Part 29 (2/2)
Another shout at this.
”I only got a little damp on the outside,” said Will, politely. ”I'll soon evaporate.”
”You needn't all laugh,” said Cricket, defensively. ”I was in the water longer than he was, and so I didn't suppose he'd had time to get as wet through.”
”I didn't,” said Will, ”only as far as my skin. I'm not porous.”
They had been tacking all the time, back and forth, much to Hilda's amazement, who could not understand how that crab-like motion would ever bring them home. They were now coming past the Gurnet Lights.
”We can put in there, mother, if you like,” suggested Archie, ”and get the mermaid dried off, if you think best.”
”It's really not necessary. Cricket is rubbed pretty dry, and one rarely takes cold in sea-water. Keep down in the bottom of the boat, Cricket, out of the breeze as much as you can.”
”I'm just thinking to myself,” said Will, ”that in five minutes you'll be hunting for a breeze to sit in. It's certainly dying down.”
”Will, if you becalm us out here in this broiling sun when you've forgotten to bring the other oar to row with, I'll never forgive you,”
exclaimed Edna.
”I haven't the least desire to do it, my lady,” said Will, scanning the now cloudless sky, ”but I think it's what we're in for. Have you anything left to eat in case we make a night of it, mother?”
”A night of it?” cried Hilda, in dismay. ”Where would we sleep?”
”All curled up in little bundles in the bottom of the boat,” cut in Archie. ”It's not bad. Only it takes some time next day to get the kinks out of your legs.”
”He's teasing you, my dear,” said Mrs. Somers. ”We won't be here all night, but it often happens that we are becalmed for several hours, and I really don't enjoy the prospect. Come, Will, whistle up the breeze.”
”It's Cricket that does that,” said Archie; ”she always scares the wind into coming up immediately. There's a puff now. The very mention of Cricket's whistling does the business.”
But the wind only freshened for a moment, then died down, and in ten minutes more they lay motionless on a gla.s.sy sea.
”Now here we'll stay,” said Edna with a sigh, ”until the sea-breeze springs up this afternoon at four or five. What time is it now? Two o'clock! Think of it!”
”The tide takes us along a little,” said Mrs. Somers. ”If we only had the other oar now!”
”Scull,” suggested Edna.
”Too much work,” said Archie; but, nevertheless, he adjusted the oar at the stern, and sculled a little. The boat moved very slowly forward.
”If we go six feet in an hour, how long will it take us to go seven miles?” propounded Eunice.
”Those questions are too difficult to be answered off-hand,” said Will, sculling in his turn. ”Sounds like Alice in Wonderland. If two boys eat a turkey at Thanksgiving, how many girls will eat a plum-pudding at Christmas?”
”I know a better one than that,” put in Archie. ”Two men set out simultaneously, at different times, on a journey, both being unable to travel. For two hours they kept ahead of each other, and then a snow-storm came up, and they both lost their way. Query: Which got there first?”
”How silly!” said Edna. ”How could they set out simultaneously, at different times, mamma?”
”That's the question for your deep brain, Miss Wiseacre,” said Archie.
”Perhaps you're equal to this. If three men work all day on a fertile farm, what is the logarithm?”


- What you will do:
Search the records below for the string "visible" and copy each line where it turns up.

--------

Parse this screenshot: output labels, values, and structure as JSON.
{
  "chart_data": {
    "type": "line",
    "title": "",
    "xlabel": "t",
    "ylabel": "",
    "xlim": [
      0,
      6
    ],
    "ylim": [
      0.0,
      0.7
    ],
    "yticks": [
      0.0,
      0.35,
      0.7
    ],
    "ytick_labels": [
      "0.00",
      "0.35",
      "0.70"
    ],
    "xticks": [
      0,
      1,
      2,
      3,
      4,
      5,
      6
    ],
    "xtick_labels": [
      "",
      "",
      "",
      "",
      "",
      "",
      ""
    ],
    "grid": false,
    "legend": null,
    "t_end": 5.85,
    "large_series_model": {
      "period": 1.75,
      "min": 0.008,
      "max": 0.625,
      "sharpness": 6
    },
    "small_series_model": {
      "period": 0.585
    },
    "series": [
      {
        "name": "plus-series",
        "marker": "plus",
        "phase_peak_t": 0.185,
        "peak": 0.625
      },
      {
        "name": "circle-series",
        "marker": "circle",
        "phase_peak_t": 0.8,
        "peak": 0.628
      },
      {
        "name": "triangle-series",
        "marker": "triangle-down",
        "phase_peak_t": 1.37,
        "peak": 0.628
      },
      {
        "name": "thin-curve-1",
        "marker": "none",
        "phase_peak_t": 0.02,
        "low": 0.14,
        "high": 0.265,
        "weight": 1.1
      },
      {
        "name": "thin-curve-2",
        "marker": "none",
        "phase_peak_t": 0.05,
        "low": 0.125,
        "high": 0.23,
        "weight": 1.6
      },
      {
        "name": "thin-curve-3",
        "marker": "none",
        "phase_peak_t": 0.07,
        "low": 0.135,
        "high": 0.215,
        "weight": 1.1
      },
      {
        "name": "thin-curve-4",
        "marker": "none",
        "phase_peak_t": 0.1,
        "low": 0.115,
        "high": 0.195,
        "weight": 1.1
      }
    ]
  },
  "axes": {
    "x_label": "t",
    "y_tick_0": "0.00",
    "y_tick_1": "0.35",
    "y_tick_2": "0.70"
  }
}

--------

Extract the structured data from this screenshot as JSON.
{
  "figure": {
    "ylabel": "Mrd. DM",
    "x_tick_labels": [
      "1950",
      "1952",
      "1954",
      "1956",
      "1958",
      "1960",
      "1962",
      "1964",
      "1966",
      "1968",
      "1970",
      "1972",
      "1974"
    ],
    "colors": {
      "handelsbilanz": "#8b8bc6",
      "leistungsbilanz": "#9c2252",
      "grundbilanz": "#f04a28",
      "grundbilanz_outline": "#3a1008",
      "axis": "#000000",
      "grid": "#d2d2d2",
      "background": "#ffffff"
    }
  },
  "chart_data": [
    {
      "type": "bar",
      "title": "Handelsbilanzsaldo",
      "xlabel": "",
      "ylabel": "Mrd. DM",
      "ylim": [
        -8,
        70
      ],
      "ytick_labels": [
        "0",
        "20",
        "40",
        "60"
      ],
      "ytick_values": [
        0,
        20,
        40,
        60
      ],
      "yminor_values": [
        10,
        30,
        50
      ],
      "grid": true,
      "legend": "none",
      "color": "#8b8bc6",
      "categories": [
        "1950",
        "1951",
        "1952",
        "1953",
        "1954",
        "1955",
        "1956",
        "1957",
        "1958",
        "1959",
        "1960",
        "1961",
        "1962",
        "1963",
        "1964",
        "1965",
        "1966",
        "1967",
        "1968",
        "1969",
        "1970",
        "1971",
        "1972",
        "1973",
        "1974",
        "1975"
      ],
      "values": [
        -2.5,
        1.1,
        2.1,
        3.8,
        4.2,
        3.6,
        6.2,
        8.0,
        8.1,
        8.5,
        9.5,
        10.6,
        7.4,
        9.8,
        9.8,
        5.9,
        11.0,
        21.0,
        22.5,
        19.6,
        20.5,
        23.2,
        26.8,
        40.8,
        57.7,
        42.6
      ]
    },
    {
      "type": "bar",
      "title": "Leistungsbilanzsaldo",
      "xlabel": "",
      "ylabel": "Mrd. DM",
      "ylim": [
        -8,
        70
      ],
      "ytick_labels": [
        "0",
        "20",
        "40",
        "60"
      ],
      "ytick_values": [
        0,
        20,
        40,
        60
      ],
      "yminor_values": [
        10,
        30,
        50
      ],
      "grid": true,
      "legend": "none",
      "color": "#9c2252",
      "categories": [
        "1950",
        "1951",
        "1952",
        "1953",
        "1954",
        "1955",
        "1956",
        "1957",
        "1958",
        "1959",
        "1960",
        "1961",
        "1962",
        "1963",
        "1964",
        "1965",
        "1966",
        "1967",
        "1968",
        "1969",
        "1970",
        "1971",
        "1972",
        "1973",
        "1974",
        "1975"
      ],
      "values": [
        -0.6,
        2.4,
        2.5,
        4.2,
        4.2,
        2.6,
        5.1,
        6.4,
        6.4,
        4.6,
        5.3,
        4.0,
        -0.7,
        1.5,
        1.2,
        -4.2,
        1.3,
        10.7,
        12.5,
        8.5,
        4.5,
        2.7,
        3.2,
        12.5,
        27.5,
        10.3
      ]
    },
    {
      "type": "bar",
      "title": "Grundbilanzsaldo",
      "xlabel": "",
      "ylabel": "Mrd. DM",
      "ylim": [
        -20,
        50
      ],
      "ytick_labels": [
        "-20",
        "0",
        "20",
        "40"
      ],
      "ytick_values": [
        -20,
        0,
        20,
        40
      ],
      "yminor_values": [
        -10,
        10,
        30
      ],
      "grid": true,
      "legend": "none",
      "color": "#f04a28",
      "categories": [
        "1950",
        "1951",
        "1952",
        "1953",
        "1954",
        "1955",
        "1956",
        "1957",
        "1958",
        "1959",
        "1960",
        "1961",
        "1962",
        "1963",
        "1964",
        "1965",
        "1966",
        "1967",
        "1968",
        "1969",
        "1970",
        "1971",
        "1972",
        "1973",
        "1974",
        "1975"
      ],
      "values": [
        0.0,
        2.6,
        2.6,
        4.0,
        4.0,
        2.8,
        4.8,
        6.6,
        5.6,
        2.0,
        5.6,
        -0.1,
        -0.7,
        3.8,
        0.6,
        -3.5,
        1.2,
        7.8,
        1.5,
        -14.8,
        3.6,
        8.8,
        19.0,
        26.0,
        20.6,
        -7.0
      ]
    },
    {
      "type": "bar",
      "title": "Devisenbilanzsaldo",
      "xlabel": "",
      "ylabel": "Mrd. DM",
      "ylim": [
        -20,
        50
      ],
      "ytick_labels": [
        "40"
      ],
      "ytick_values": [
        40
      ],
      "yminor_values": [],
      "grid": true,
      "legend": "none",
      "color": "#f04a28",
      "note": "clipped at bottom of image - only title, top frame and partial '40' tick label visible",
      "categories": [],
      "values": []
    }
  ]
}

--------

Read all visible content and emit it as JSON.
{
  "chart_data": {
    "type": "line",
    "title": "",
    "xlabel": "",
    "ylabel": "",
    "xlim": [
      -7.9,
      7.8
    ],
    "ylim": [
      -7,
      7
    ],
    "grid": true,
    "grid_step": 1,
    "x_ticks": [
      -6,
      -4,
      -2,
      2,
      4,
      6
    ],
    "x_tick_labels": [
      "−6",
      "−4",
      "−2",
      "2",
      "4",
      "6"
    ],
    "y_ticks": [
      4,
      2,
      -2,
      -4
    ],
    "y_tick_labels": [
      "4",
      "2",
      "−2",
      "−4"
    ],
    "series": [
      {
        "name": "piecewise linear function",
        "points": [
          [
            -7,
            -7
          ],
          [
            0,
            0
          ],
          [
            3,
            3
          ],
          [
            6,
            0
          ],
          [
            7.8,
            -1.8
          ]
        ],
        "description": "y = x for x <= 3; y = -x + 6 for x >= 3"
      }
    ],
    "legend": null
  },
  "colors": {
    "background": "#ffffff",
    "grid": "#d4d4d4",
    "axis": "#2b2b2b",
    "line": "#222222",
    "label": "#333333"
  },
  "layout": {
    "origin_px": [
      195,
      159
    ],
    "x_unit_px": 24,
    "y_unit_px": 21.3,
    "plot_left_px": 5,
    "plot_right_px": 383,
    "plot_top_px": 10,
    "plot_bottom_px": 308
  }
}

--------

- Exercise result:
      "note": "clipped at bottom of image - only title, top frame and partial '40' tick label visible",
Read all visible content and emit it as JSON.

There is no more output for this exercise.